Sonia Kumar is the first woman and the first person of colour ever elected MP for Dudley. She describes herself as "the proud daughter of a greengrocer, an NHS physiotherapist and a true West Midlands woman", and she is Sikh. She attended Cadbury College and worked as a frontline physiotherapist at the Royal Orthopaedic Hospital in Northfield and at the Dudley Group NHS Foundation Trust, graduating from Aston University with an MSc in Business and Management on 19 July 2024, fifteen days after her election. "The Prime Minister gave me a day off to graduate," she said.
The constituency is newly created from Dudley North and part of Dudley South, so voters were choosing a representative for a new configuration, not returning an existing seat. The campaign turned communal. Marco Longhi, the former Dudley North MP, sent a letter addressed specifically to "voters of the British Pakistani/Kashmiri community in Dudley", with Kumar's name in bold, capitals and underlined, asking whether she would advocate for Kashmir, the implication being that her surname meant she would not support Muslim Kashmiri interests. Kumar is Sikh, not Hindu; Longhi had targeted her religious and ethnic identity to a specific community as a campaign tactic. She told the BBC she was "disappointed and shocked" and answered with a pledge of "unity not division".
She was elected on 4 July 2024 with 12,215 votes (34.1 percent) and a majority of 1,900 (5.3 percent), with the Conservatives on 28.8 percent and Reform UK on 26.4 percent, within 873 votes of second place, on a turnout of just 51 percent. She sits on the Business and Trade Committee.
Kumar's strengths include being the first woman and first person of colour MP for Dudley, a greengrocer's-daughter background, her Sikh identity in a diverse constituency, frontline NHS physiotherapy at two hospitals, an Aston MSc completed during the campaign, West Midlands roots, the Business and Trade Committee seat, and the "unity not division" response to communal campaigning. Her weaknesses include a 1,900 majority (5.3 percent), a 34.1 percent vote share with Reform at 26.4 percent nearly overtaking the Conservatives, 51 percent turnout leaving half the electorate unrepresented, no ministerial office, no legislative achievement, and the structural vulnerability of a new constituency with no Labour history. With the NHS career, the two historic firsts and the Aston MSc, she has a distinctive personal profile. Whether Dudley voters see improved physiotherapy access, NHS waiting times and town centre revival will determine whether the historic firsts become a lasting Labour presence.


Lines with "very": how many are there in the listing below? Reply with the number only.

....

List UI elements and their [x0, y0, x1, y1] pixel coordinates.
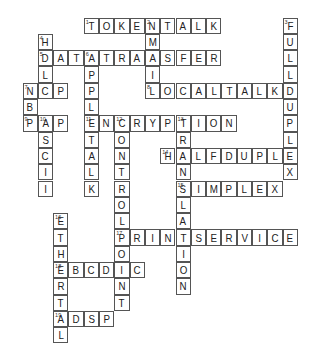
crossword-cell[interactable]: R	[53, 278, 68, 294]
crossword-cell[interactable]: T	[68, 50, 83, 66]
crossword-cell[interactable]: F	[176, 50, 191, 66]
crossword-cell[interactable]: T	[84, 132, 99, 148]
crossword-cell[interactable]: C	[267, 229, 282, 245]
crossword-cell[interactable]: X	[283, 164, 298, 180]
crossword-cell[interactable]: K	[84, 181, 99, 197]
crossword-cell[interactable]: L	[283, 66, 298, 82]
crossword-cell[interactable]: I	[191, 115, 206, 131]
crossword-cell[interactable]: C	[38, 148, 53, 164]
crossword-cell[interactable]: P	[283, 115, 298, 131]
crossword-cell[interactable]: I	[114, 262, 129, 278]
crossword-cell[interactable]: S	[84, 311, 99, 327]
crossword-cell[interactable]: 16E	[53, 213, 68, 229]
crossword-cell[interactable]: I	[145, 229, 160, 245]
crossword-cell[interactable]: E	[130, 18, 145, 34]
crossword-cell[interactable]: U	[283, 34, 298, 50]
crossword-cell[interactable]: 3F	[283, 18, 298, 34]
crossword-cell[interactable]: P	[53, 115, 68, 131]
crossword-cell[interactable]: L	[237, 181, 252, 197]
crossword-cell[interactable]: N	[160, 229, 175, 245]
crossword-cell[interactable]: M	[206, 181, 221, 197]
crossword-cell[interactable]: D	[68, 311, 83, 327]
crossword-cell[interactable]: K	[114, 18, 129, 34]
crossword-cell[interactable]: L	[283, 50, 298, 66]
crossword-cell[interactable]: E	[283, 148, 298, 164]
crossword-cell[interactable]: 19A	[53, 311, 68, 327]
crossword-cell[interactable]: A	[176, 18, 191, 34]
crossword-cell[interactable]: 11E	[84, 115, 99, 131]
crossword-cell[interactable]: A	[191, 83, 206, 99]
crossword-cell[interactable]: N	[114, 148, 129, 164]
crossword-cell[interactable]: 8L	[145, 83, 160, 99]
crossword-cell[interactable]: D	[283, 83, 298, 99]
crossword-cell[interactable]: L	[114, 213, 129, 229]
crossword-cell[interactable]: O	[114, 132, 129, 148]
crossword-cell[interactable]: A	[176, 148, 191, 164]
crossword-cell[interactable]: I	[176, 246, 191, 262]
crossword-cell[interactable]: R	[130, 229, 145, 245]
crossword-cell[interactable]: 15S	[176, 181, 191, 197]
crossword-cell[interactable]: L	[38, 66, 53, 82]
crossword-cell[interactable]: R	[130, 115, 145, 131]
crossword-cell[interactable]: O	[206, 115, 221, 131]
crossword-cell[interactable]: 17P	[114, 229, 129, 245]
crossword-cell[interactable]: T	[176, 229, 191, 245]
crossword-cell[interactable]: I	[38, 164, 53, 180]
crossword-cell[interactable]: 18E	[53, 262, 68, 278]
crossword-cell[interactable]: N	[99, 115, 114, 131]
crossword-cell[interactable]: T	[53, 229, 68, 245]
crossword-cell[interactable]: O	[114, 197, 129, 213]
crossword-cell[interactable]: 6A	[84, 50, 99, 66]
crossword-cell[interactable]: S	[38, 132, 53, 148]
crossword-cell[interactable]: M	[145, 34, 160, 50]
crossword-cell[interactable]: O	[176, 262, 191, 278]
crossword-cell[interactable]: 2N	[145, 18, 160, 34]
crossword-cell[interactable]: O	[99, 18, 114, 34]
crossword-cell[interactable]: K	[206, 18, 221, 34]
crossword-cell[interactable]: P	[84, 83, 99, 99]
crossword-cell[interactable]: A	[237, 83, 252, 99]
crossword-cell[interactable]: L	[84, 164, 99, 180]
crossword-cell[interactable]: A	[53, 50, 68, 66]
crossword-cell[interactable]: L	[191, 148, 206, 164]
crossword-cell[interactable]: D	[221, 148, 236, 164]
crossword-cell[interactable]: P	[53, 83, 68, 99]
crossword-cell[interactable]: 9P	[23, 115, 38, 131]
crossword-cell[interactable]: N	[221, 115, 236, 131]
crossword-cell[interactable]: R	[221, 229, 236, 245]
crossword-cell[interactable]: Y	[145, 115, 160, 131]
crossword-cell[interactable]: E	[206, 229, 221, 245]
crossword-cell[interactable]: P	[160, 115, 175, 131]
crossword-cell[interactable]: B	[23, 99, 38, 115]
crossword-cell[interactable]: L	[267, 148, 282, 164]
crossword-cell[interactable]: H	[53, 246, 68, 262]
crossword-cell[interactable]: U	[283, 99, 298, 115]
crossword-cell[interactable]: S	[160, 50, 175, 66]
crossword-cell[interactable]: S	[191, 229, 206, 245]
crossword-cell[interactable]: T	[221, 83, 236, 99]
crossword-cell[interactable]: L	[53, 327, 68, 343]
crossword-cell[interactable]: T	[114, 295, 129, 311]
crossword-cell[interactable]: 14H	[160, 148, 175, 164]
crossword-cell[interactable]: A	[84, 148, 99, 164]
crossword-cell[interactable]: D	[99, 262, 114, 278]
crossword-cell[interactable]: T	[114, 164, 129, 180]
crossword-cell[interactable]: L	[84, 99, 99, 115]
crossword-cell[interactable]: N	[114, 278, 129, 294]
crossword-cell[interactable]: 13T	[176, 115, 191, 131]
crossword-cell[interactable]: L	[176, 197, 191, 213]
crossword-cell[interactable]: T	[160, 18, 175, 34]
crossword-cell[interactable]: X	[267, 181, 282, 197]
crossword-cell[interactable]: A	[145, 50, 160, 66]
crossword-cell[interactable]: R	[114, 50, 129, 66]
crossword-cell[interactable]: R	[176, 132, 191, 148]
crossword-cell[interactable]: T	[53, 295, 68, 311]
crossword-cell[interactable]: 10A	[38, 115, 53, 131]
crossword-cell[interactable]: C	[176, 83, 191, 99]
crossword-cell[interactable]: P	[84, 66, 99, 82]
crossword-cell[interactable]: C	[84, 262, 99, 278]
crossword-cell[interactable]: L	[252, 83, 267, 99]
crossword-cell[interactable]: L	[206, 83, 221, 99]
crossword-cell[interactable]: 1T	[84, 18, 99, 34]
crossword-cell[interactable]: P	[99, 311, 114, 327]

....

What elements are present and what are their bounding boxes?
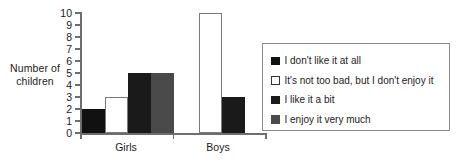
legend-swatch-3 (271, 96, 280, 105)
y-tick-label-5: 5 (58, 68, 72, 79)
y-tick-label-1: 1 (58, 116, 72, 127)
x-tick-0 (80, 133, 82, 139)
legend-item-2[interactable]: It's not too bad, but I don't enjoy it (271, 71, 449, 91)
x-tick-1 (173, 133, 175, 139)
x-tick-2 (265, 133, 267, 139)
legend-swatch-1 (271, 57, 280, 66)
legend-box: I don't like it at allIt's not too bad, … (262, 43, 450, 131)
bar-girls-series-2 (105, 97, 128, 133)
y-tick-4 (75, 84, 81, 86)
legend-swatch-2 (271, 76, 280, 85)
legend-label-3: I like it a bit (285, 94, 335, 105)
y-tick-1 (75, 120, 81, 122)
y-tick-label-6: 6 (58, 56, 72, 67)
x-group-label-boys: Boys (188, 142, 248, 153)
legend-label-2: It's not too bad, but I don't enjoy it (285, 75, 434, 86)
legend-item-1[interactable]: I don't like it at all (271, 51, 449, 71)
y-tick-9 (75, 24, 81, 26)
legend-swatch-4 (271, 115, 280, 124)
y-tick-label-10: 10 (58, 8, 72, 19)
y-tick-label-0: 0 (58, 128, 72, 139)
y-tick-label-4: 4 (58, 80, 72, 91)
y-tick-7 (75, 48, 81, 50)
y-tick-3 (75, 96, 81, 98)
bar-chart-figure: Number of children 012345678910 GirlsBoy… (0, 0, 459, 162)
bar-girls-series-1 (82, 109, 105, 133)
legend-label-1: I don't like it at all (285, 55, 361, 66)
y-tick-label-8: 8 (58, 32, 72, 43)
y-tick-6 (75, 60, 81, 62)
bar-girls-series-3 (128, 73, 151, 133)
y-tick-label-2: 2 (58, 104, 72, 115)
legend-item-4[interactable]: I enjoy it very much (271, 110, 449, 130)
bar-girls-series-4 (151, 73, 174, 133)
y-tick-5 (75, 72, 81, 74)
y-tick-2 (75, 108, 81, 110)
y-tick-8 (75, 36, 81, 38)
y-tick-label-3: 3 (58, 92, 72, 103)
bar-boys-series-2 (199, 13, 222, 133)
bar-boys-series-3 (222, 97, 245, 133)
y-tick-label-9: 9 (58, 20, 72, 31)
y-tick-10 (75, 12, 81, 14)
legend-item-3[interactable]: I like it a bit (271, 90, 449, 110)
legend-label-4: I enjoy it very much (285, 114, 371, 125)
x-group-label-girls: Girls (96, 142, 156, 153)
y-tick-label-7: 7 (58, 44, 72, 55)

....

Answer space
2